The time of classical physics, which successfully explained star and planet mo-
tions, and which is the basis of the modern science inaugurated by Galileo, is a time
where laws are expressed by equations, and therefore where no privileged verse can
be chosen. But people are getting older, and no reliable method has been discov-
ered, so far, for stopping or inverting the aging process. A notion of irreversibility
appeared in physical phenomena concerning thermodynamics. The second princi-
ple of thermodynamics establishes an energy degradation principle pushing isolated
systems, toward states where thermic energy is uniformly distributed. This raised
the problem of relating this principle with classical Newtonian physics, where no
time arrow is postulated.
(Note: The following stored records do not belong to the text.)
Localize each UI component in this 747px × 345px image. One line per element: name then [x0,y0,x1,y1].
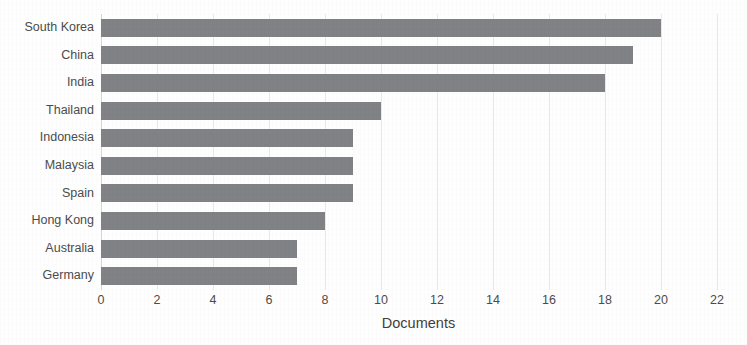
bar-row [101,262,717,290]
bar-india[interactable] [101,74,605,92]
tick-label-2: 2 [154,293,161,307]
plot-area [101,14,717,290]
bar-indonesia[interactable] [101,129,353,147]
gridline-22 [717,14,718,290]
category-label-malaysia: Malaysia [45,152,94,180]
tick-label-6: 6 [266,293,273,307]
bar-series-documents [101,14,717,290]
horizontal-bar-chart: South KoreaChinaIndiaThailandIndonesiaMa… [0,0,747,345]
category-label-thailand: Thailand [46,97,94,125]
tick-label-16: 16 [542,293,556,307]
bar-row [101,152,717,180]
category-axis-labels: South KoreaChinaIndiaThailandIndonesiaMa… [0,14,94,290]
bar-row [101,97,717,125]
tick-label-22: 22 [710,293,724,307]
bar-row [101,235,717,263]
tick-label-20: 20 [654,293,668,307]
tick-label-8: 8 [322,293,329,307]
bar-row [101,207,717,235]
category-label-australia: Australia [45,235,94,263]
bar-spain[interactable] [101,184,353,202]
category-label-spain: Spain [62,180,94,208]
value-axis-title: Documents [0,315,747,331]
category-label-hong-kong: Hong Kong [31,207,94,235]
category-label-china: China [61,42,94,70]
bar-hong-kong[interactable] [101,212,325,230]
bar-row [101,180,717,208]
bar-thailand[interactable] [101,102,381,120]
bar-row [101,42,717,70]
category-label-south-korea: South Korea [25,14,95,42]
tick-label-0: 0 [98,293,105,307]
tick-label-10: 10 [374,293,388,307]
bar-malaysia[interactable] [101,157,353,175]
tick-label-12: 12 [430,293,444,307]
bar-china[interactable] [101,46,633,64]
bar-row [101,124,717,152]
tick-label-18: 18 [598,293,612,307]
bar-row [101,69,717,97]
value-axis-tick-labels: 0246810121416182022 [0,293,747,313]
value-axis-title-text: Documents [382,315,455,331]
category-label-germany: Germany [43,262,94,290]
tick-label-14: 14 [486,293,500,307]
tick-label-4: 4 [210,293,217,307]
bar-south-korea[interactable] [101,19,661,37]
category-label-indonesia: Indonesia [40,124,94,152]
bar-germany[interactable] [101,267,297,285]
bar-australia[interactable] [101,240,297,258]
category-label-india: India [67,69,94,97]
bar-row [101,14,717,42]
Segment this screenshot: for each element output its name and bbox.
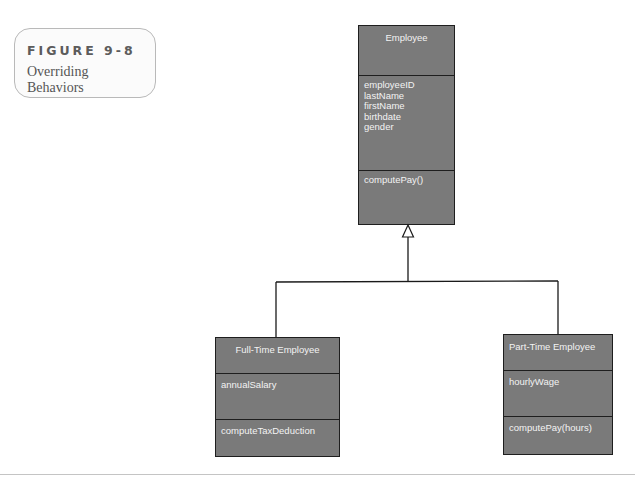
class-name: Part-Time Employee [504, 335, 612, 370]
method: computePay(hours) [509, 423, 607, 434]
methods-section: computeTaxDeduction [216, 419, 339, 456]
attribute: hourlyWage [509, 377, 607, 388]
methods-section: computePay(hours) [504, 416, 612, 454]
class-name: Full-Time Employee [216, 338, 339, 373]
attribute: annualSalary [221, 380, 334, 391]
class-part-time-employee: Part-Time Employee hourlyWage computePay… [503, 334, 613, 455]
page-divider [0, 474, 635, 475]
method: computeTaxDeduction [221, 426, 334, 437]
attributes-section: hourlyWage [504, 370, 612, 416]
attributes-section: annualSalary [216, 373, 339, 419]
class-full-time-employee: Full-Time Employee annualSalary computeT… [215, 337, 340, 457]
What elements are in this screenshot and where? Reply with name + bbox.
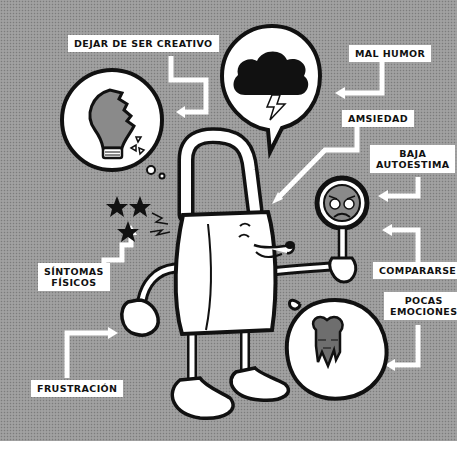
arrow-frustracion	[67, 333, 108, 378]
label-sintomas-fisicos: SÍNTOMAS FÍSICOS	[38, 263, 110, 291]
arrow-comparарse-up	[392, 230, 418, 262]
label-pocas-emociones: POCAS EMOCIONES	[384, 292, 463, 320]
label-baja-autoestima: BAJA AUTOESTIMA	[370, 145, 455, 173]
arrow-mal-humor	[345, 60, 382, 93]
broken-lightbulb-icon	[62, 70, 165, 179]
label-compararse: COMPARARSE	[373, 262, 462, 279]
label-amsiedad: AMSIEDAD	[342, 110, 414, 127]
label-mal-humor: MAL HUMOR	[349, 45, 431, 62]
arrow-autoestima	[388, 177, 418, 196]
melting-heart-icon	[287, 300, 387, 399]
label-frustracion: FRUSTRACIÓN	[31, 380, 123, 397]
arrow-creativo	[171, 56, 206, 112]
label-dejar-de-ser-creativo: DEJAR DE SER CREATIVO	[68, 35, 219, 52]
dizzy-stars-icon	[106, 196, 170, 242]
arrow-emociones	[395, 325, 418, 365]
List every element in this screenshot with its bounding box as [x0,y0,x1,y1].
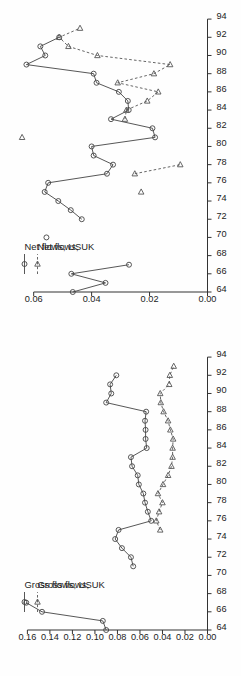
series-uk [19,25,183,194]
x-tick-label: 88 [216,66,226,76]
series-us [23,373,153,633]
y-tick-label: 0.04 [82,294,100,304]
data-point-triangle [156,509,162,514]
data-point-triangle [157,390,163,395]
legend-entry: Gross flows, UK [34,579,105,612]
x-tick-label: 66 [216,604,226,614]
data-point-triangle [138,189,144,194]
x-tick-label: 72 [216,549,226,559]
x-tick-label: 68 [216,586,226,596]
data-point-triangle [169,445,175,450]
data-point-triangle [158,400,164,405]
x-tick-label: 86 [216,422,226,432]
series-path [106,375,151,566]
x-tick-label: 76 [216,175,226,185]
series-path [71,265,129,292]
x-tick-label: 74 [216,193,226,203]
y-tick-label: 0.02 [176,632,194,642]
panel-net-flows: 646668707274767880828486889092940.000.02… [0,0,241,338]
x-tick-label: 78 [216,495,226,505]
data-point-triangle [34,599,40,604]
data-point-circle [22,262,27,267]
x-tick-label: 64 [216,622,226,632]
series-uk [153,363,176,532]
data-point-triangle [122,116,128,121]
x-tick-label: 72 [216,211,226,221]
y-tick-label: 0.02 [140,294,158,304]
data-point-triangle [114,80,120,85]
x-tick-label: 82 [216,458,226,468]
y-tick-label: 0.14 [40,632,58,642]
data-point-triangle [144,98,150,103]
series-path [26,37,155,219]
x-tick-label: 66 [216,266,226,276]
data-point-triangle [77,25,83,30]
gross-flows-plot: 646668707274767880828486889092940.000.02… [0,338,241,676]
net-flows-plot: 646668707274767880828486889092940.000.02… [0,0,241,338]
legend-label: Gross flows, UK [37,579,105,590]
y-tick-label: 0.08 [108,632,126,642]
x-tick-label: 84 [216,440,226,450]
y-tick-label: 0.10 [85,632,103,642]
data-point-triangle [166,381,172,386]
x-tick-label: 94 [216,349,226,359]
data-point-circle [128,455,133,460]
data-point-triangle [151,71,157,76]
data-point-circle [142,418,147,423]
data-point-circle [43,235,48,240]
y-tick-label: 0.06 [131,632,149,642]
x-tick-label: 78 [216,157,226,167]
data-point-circle [112,537,117,542]
y-tick-label: 0.16 [18,632,36,642]
legend-label: Net flows, UK [37,241,95,252]
y-tick-label: 0.00 [198,294,216,304]
data-point-triangle [155,491,161,496]
x-tick-label: 84 [216,102,226,112]
series-path [134,165,179,174]
x-tick-label: 70 [216,567,226,577]
x-tick-label: 76 [216,513,226,523]
x-tick-label: 90 [216,47,226,57]
data-point-circle [143,436,148,441]
y-tick-label: 0.00 [198,632,216,642]
x-tick-label: 92 [216,29,226,39]
data-point-triangle [19,134,25,139]
x-tick-label: 68 [216,248,226,258]
data-point-triangle [132,171,138,176]
data-point-circle [42,189,47,194]
series-us [23,35,157,295]
figure-root: 646668707274767880828486889092940.000.02… [0,0,241,676]
x-tick-label: 80 [216,476,226,486]
y-tick-label: 0.06 [24,294,42,304]
panel-gross-flows: 646668707274767880828486889092940.000.02… [0,338,241,676]
x-tick-label: 90 [216,385,226,395]
legend-entry: Net flows, UK [34,241,94,274]
x-tick-label: 82 [216,120,226,130]
data-point-circle [107,382,112,387]
x-tick-label: 88 [216,404,226,414]
x-tick-label: 80 [216,138,226,148]
x-tick-label: 94 [216,11,226,21]
y-tick-label: 0.04 [153,632,171,642]
data-point-triangle [177,162,183,167]
x-tick-label: 74 [216,531,226,541]
data-point-triangle [34,261,40,266]
y-tick-label: 0.12 [63,632,81,642]
x-tick-label: 70 [216,229,226,239]
x-tick-label: 64 [216,284,226,294]
series-path [59,28,170,119]
x-tick-label: 92 [216,367,226,377]
x-tick-label: 86 [216,84,226,94]
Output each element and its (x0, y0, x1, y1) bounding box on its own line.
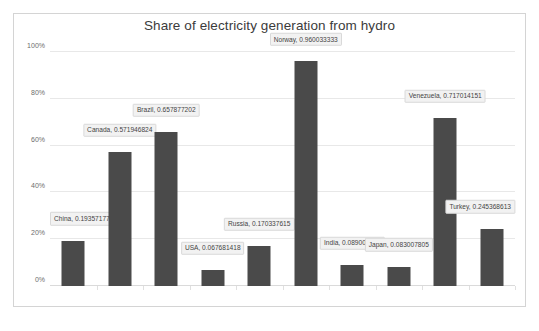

Boltzmann, surely influenced by Darwin, dedicated his
life to the explanation of the thermodynamical arrow of time. Boltzmann's research
was greatly opposed by the leading scientific culture of his time, and the mathemat-
ical proof he presented was criticized in a very aggressive way, surely because of
some technical inadequacies, but essentially because of its revolutionary scientific
meaning. The intrinsic logical difficulty of Boltzmann's theory was put in evidence
by Henry Poincar´e( we cannot accept an argument where the conclusion is in a
clear contradiction with its premises ). Surely, Boltzmann was on the edge of the
paradox, but he was right, as the following science confirmed his intuition. More-
over, the physical theory that he founded, statistical mechanics, is a masterpiece of
all the physics of the 20th century.
A more subtle paradox is related to the two kinds of time of classical mechanics
and of biology. In fact, even if the Boltzmann theory is accepted and thermody-
namics is conciliated within Newtonian mechanics, even in this case, how can we
explain the dichotomy between the thermodynamic arrow and the time of biologi-
cal evolution, where living organisms evolve, against the order degradation required
by the second principle of thermodynamics? In other words, even if time's arrow is
explained, two opposite arrows rule inorganic and organic phenomena, respectively.
Prigogine's theory of non-equilibrium thermodynamics tries to explain this appar-
ent contradiction, but no definitive explanation seems to be clearly settled. In the
following, we will try to explain the relationship between time and complexity. We
will develop arguments and (numerical) experiments showing that time's arrow is a
consequence of statistical complexity. In the analysis that we develop some crucial
interactions appear among time, complexity, chance, and information.